Segment Open

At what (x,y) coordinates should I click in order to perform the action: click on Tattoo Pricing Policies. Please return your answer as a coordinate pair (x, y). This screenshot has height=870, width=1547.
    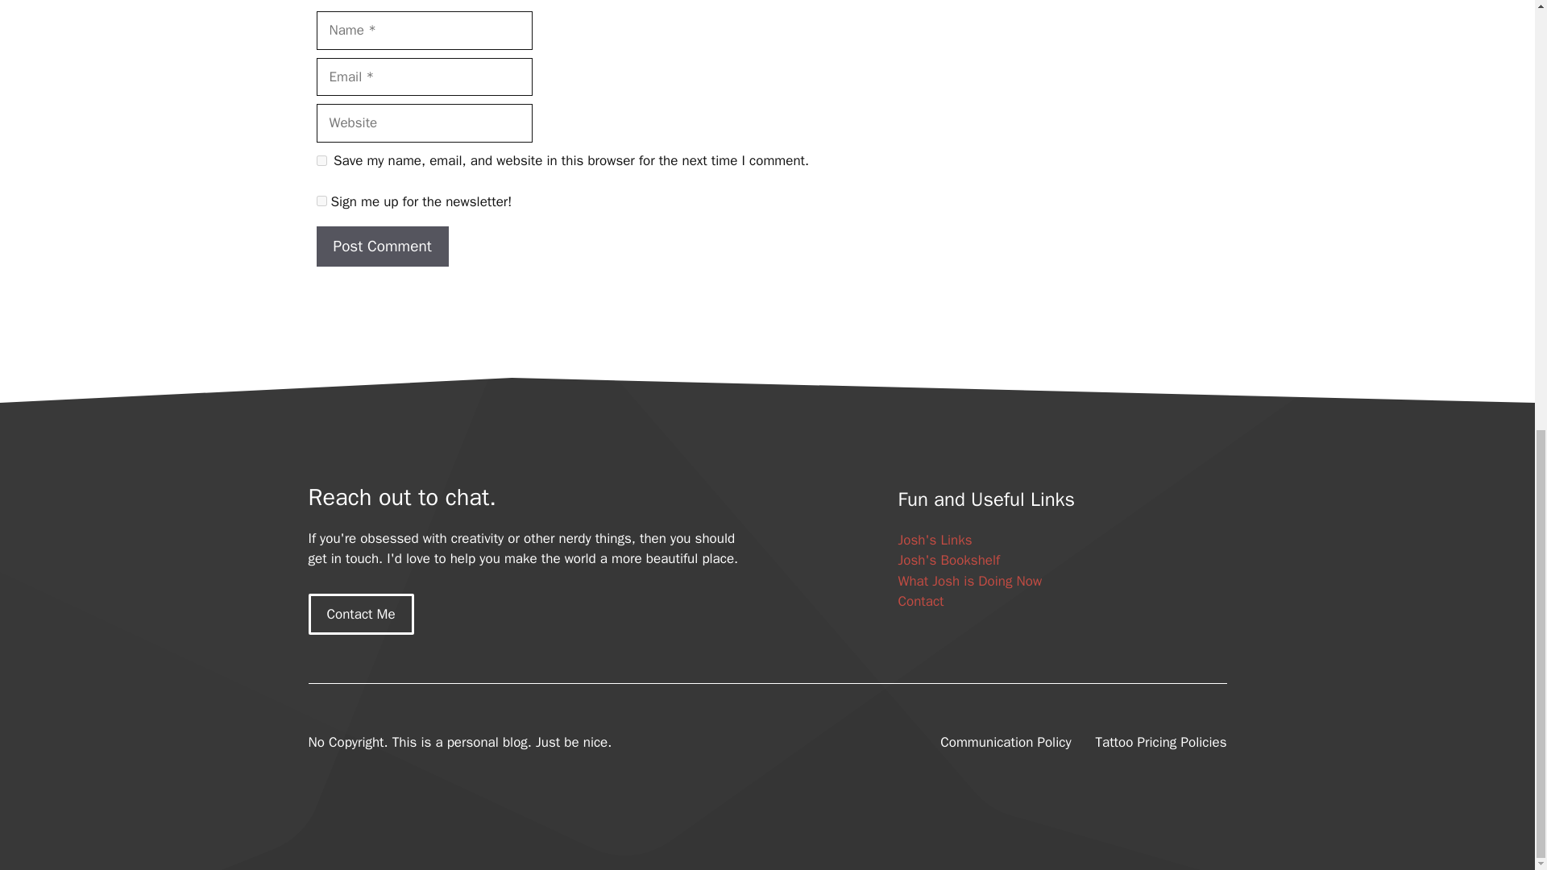
    Looking at the image, I should click on (1160, 743).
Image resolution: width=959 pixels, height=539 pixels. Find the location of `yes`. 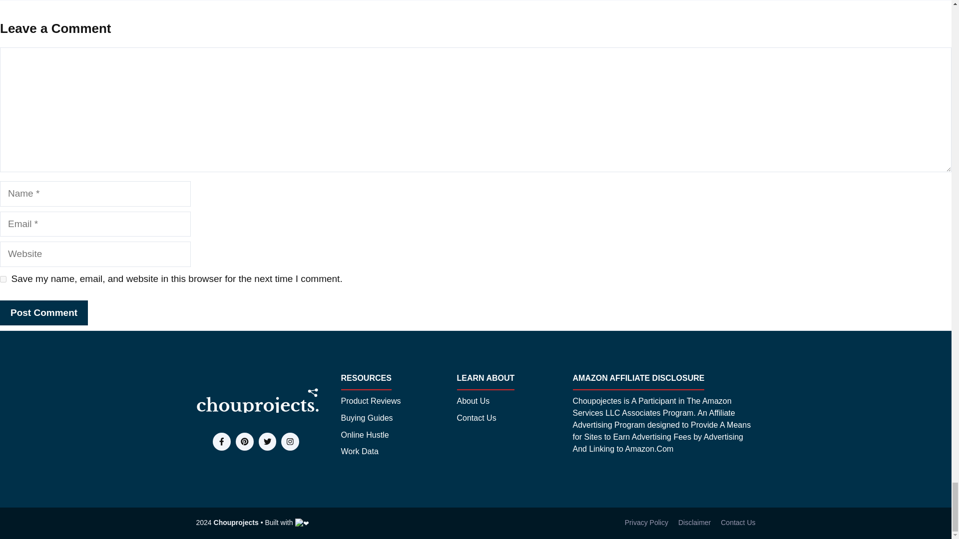

yes is located at coordinates (3, 279).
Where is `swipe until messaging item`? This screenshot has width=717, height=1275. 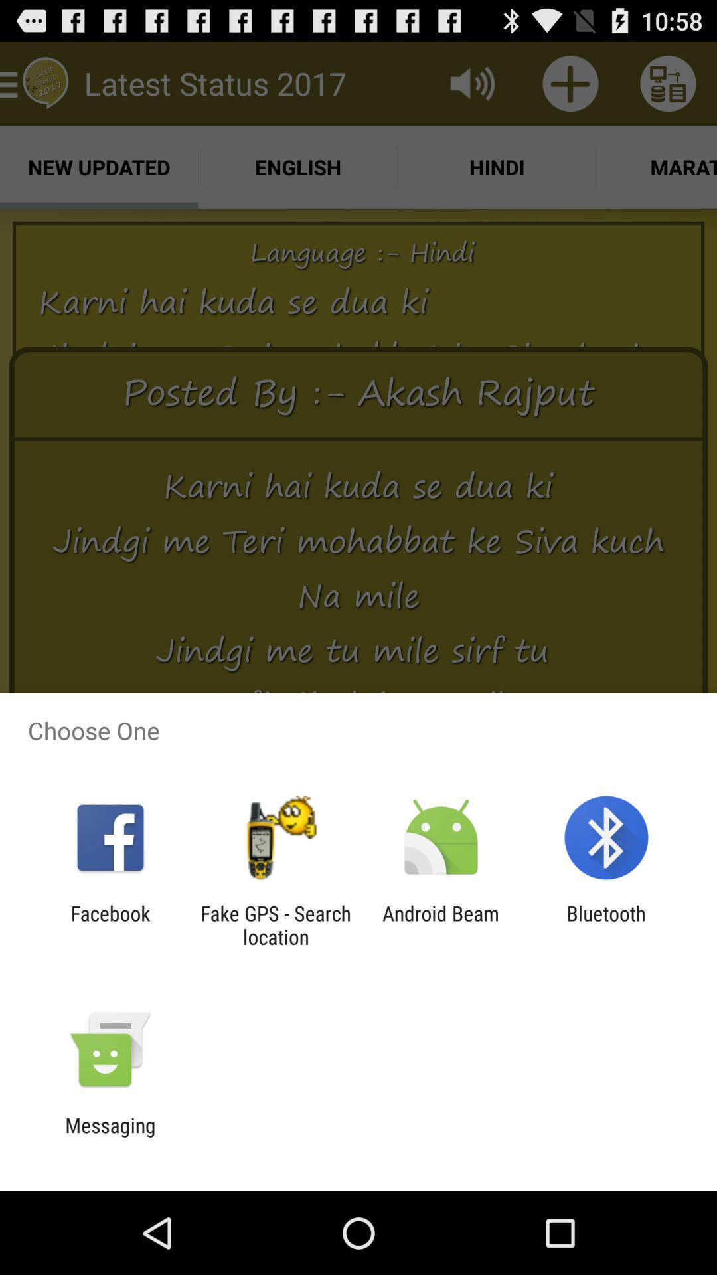
swipe until messaging item is located at coordinates (110, 1137).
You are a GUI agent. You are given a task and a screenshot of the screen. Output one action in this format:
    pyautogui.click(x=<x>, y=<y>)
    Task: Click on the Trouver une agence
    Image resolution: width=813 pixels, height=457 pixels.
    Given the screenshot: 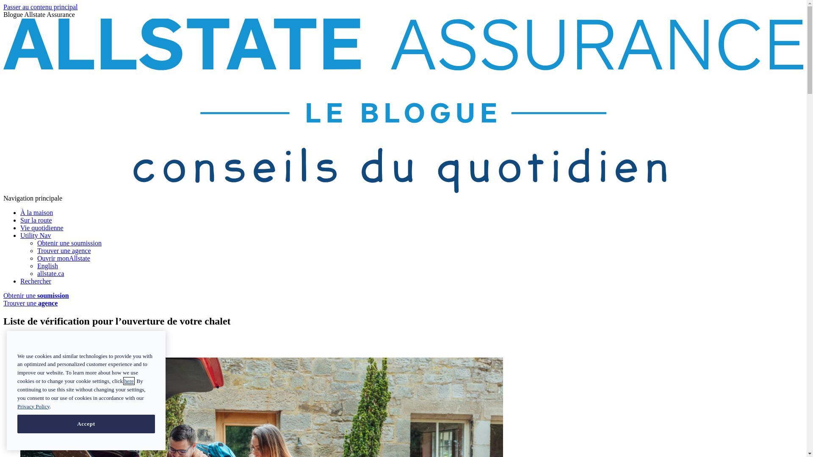 What is the action you would take?
    pyautogui.click(x=30, y=303)
    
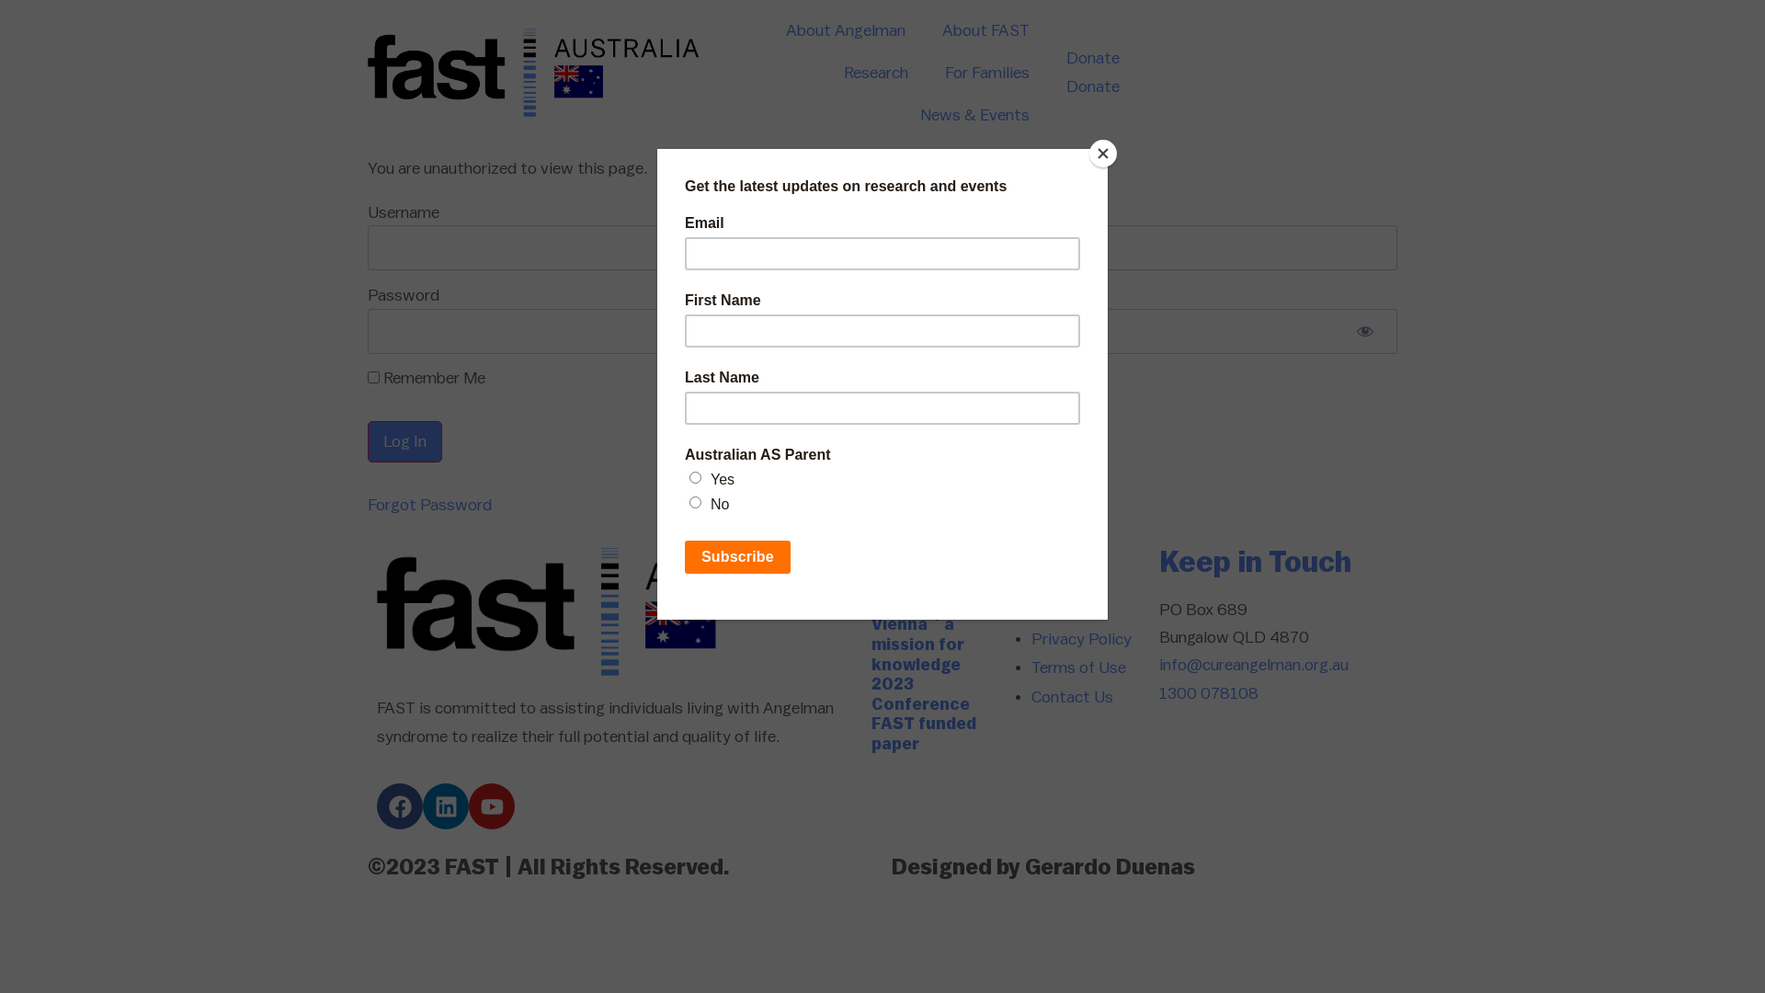 This screenshot has height=993, width=1765. What do you see at coordinates (919, 634) in the screenshot?
I see `Notes from Vienna ~ a mission for knowledge` at bounding box center [919, 634].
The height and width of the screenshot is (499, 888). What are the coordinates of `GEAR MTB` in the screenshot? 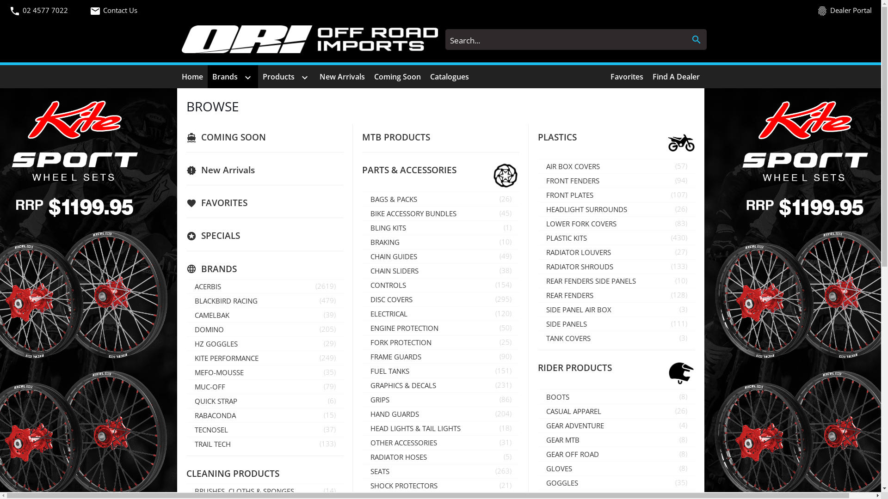 It's located at (601, 440).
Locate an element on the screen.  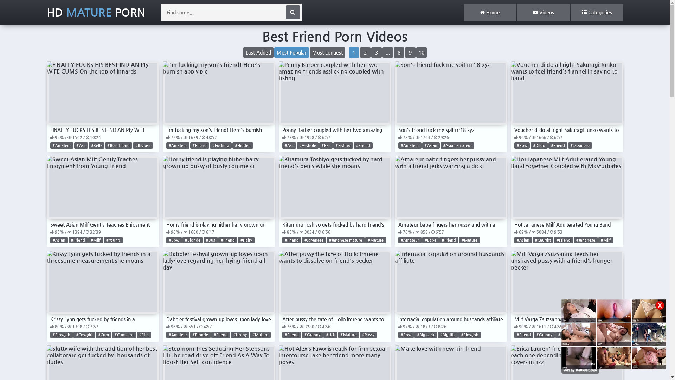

Segment Closed

# Task objective:
Using the records above, return verbatim only the part that opens with the line containing "has width=717, height=1275." and closes with the line containing "Image resolution: width=813"; pictures stay out.

# Exercise response:
Where is `swipe until messaging item`? This screenshot has width=717, height=1275. 
swipe until messaging item is located at coordinates (110, 1137).
You are a GUI agent. You are given a task and a screenshot of the screen. Output one action in this format:
    pyautogui.click(x=<x>, y=<y>)
    Task: Click on the Trouver une agence
    Image resolution: width=813 pixels, height=457 pixels.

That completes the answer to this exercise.